Authors: Nils Gornemann, Sebastian Hildebrand, and Keith Kuester
In a simple New Keynesian open economy setting, the paper analyzes how local input shortages influence policy transmission and equilibrium determinacy. Shortages increase the elasticity of the local price of the scarce factor, affecting the cyclicality of marginal costs and incomes. This alters the slopes of both the Phillips and IS curves, crucially influencing monetary and fiscal policy transmission. These changes depend on factor ownership and consumption propensities. Theoretically, shortages can also raise the risk of self-fulfilling fluctuations if rising prices boost incomes for agents with high consumption propensities.
The international macroeconomic environment is increasingly affected by shortages of inputs, driven by various factors such as natural disasters and geopolitical policies. These shortages can significantly change the sensitivity of prices to local demand conditions, even for a small open economy. This paper examines the implications of such supply constraints for monetary transmission and macroeconomic stability in a New Keynesian open economy model. Domestic production uses labor and another input factor, with the latter's income accruing to domestic households and a foreign economy demanding domestic products.

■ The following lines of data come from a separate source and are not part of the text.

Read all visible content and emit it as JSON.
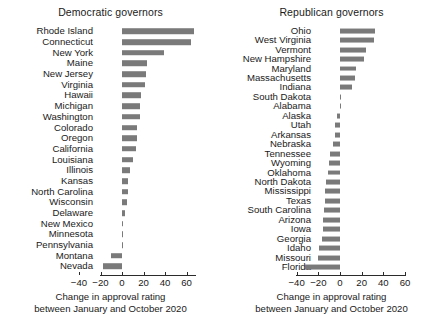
{
  "figure": {
    "background": "#ffffff",
    "bar_color": "#7a7a7a",
    "axis_color": "#2b2b2b"
  },
  "chart_data": [
    {
      "type": "bar",
      "orientation": "horizontal",
      "title": "Democratic governors",
      "xlabel_line1": "Change in approval rating",
      "xlabel_line2": "between January and October 2020",
      "ylabel": "",
      "xlim": [
        -48,
        70
      ],
      "xticks": [
        -40,
        -20,
        0,
        20,
        40,
        60
      ],
      "xticklabels": [
        "−40",
        "−20",
        "0",
        "20",
        "40",
        "60"
      ],
      "grid": false,
      "legend": "none",
      "categories": [
        "Rhode Island",
        "Connecticut",
        "New York",
        "Maine",
        "New Jersey",
        "Virginia",
        "Hawaii",
        "Michigan",
        "Washington",
        "Colorado",
        "Oregon",
        "California",
        "Louisiana",
        "Illinois",
        "Kansas",
        "North Carolina",
        "Wisconsin",
        "Delaware",
        "New Mexico",
        "Minnesota",
        "Pennsylvania",
        "Montana",
        "Nevada"
      ],
      "values": [
        67,
        64,
        39,
        23,
        22,
        21,
        18,
        17,
        17,
        14,
        14,
        13,
        10,
        7,
        6,
        6,
        5,
        3,
        1,
        1,
        1,
        -10,
        -18
      ]
    },
    {
      "type": "bar",
      "orientation": "horizontal",
      "title": "Republican governors",
      "xlabel_line1": "Change in approval rating",
      "xlabel_line2": "between January and October 2020",
      "ylabel": "",
      "xlim": [
        -48,
        70
      ],
      "xticks": [
        -40,
        -20,
        0,
        20,
        40,
        60
      ],
      "xticklabels": [
        "−40",
        "−20",
        "0",
        "20",
        "40",
        "60"
      ],
      "grid": false,
      "legend": "none",
      "categories": [
        "Ohio",
        "West Virginia",
        "Vermont",
        "New Hampshire",
        "Maryland",
        "Massachusetts",
        "Indiana",
        "South Dakota",
        "Alabama",
        "Alaska",
        "Utah",
        "Arkansas",
        "Nebraska",
        "Tennessee",
        "Wyoming",
        "Oklahoma",
        "North Dakota",
        "Mississippi",
        "Texas",
        "South Carolina",
        "Arizona",
        "Iowa",
        "Georgia",
        "Idaho",
        "Missouri",
        "Florida"
      ],
      "values": [
        32,
        31,
        24,
        22,
        15,
        14,
        11,
        1,
        1,
        -3,
        -5,
        -5,
        -6,
        -9,
        -10,
        -11,
        -13,
        -14,
        -14,
        -15,
        -16,
        -16,
        -17,
        -19,
        -20,
        -32
      ]
    }
  ]
}
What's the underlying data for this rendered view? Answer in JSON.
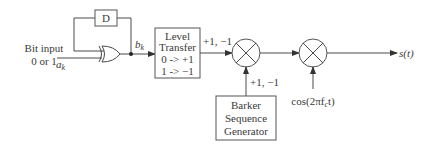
{
  "diagram": {
    "input": {
      "line1": "Bit input",
      "line2": "0 or 1",
      "symbol": "a",
      "subscript": "k"
    },
    "delay_block": {
      "label": "D"
    },
    "xor_output": {
      "symbol": "b",
      "subscript": "k"
    },
    "level_transfer": {
      "lines": [
        "Level",
        "Transfer",
        "0  ->  +1",
        "1  ->  −1"
      ]
    },
    "level_output_label": "+1, −1",
    "barker": {
      "lines": [
        "Barker",
        "Sequence",
        "Generator"
      ],
      "output_label": "+1, −1"
    },
    "carrier": {
      "label": "cos(2πf",
      "subscript": "c",
      "suffix": "t)"
    },
    "output": {
      "label": "s(t)"
    },
    "icons": {
      "xor": "xor-gate-icon",
      "multiplier": "multiplier-icon"
    }
  }
}
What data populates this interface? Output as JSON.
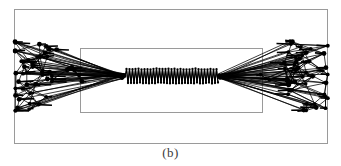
{
  "figure": {
    "caption": "(b)",
    "panel_label": "(b)",
    "title": "",
    "background_color": "#ffffff",
    "frame_color": "#9a9a9a",
    "graph_color": "#000000"
  },
  "chart_data": {
    "type": "diagram",
    "title": "",
    "subtitle": "",
    "xlabel": "",
    "ylabel": "",
    "caption": "(b)",
    "grid": false,
    "legend": null,
    "axis_ranges": {
      "x": [
        0,
        341
      ],
      "y": [
        0,
        166
      ]
    },
    "elements": {
      "outer_frame": {
        "x": 14,
        "y": 9,
        "width": 313,
        "height": 134,
        "stroke": "#9a9a9a",
        "stroke_width": 1
      },
      "inner_frame": {
        "x": 80,
        "y": 48,
        "width": 182,
        "height": 64,
        "stroke": "#9a9a9a",
        "stroke_width": 1
      }
    },
    "clusters": [
      {
        "name": "left-cluster",
        "hub": {
          "x": 125,
          "y": 76
        },
        "node_count": 40,
        "x_range": [
          15,
          60
        ],
        "y_range": [
          43,
          112
        ]
      },
      {
        "name": "right-cluster",
        "hub": {
          "x": 218,
          "y": 76
        },
        "node_count": 40,
        "x_range": [
          283,
          328
        ],
        "y_range": [
          43,
          112
        ]
      }
    ],
    "chain": {
      "name": "center-chain",
      "start": {
        "x": 125,
        "y": 76
      },
      "end": {
        "x": 218,
        "y": 76
      },
      "zigzag_count": 31,
      "amplitude": 7,
      "node_marker": "dot"
    },
    "node_marker": {
      "shape": "circle",
      "radius": 1.9,
      "fill": "#000000"
    },
    "edge_style": {
      "stroke": "#000000",
      "stroke_width": 0.75
    }
  }
}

The core of the model is similar to Blanchard and Galí (2009), with additions including liquidity-constrained households, supply constraints for the input factor, and fiscal policy shielding households and firms from fluctuations in the input’s price. Supply constraints alter the cyclicality of the factor's price, changing the slopes of the Phillips curve and the distribution of income across households and countries. This, in turn, affects the effectiveness and distributional consequences of monetary and fiscal policy.
To derive the effects of an input shortage, a simplified version of the model is used, assuming the constrained factor is only used in production and trade is balanced. This allows for a representation with three key equations: a Phillips curve, a dynamic IS equation, and a Taylor rule. Two supply regimes are compared: one where the factor is in abundant supply at a fixed price, and another where the factor’s supply to the domestic economy is fixed, with its price moving flexibly to clear the market.
The model is calibrated to the German economy, associating the input factor with energy and building a scenario reflecting energy shortages before and after the 2022 Russian invasion of Ukraine. The analysis shows that energy supply constraints make monetary easing more inflationary and less effective, while fiscal transfers are less effective in crowding in domestic consumption.
The distribution of income is crucial in determining the implications of supply constraints. Supply constraints can raise the risk of self-fulfilling fluctuations and require a response by monetary policy to inflation stronger than prescribed by the Taylor principle.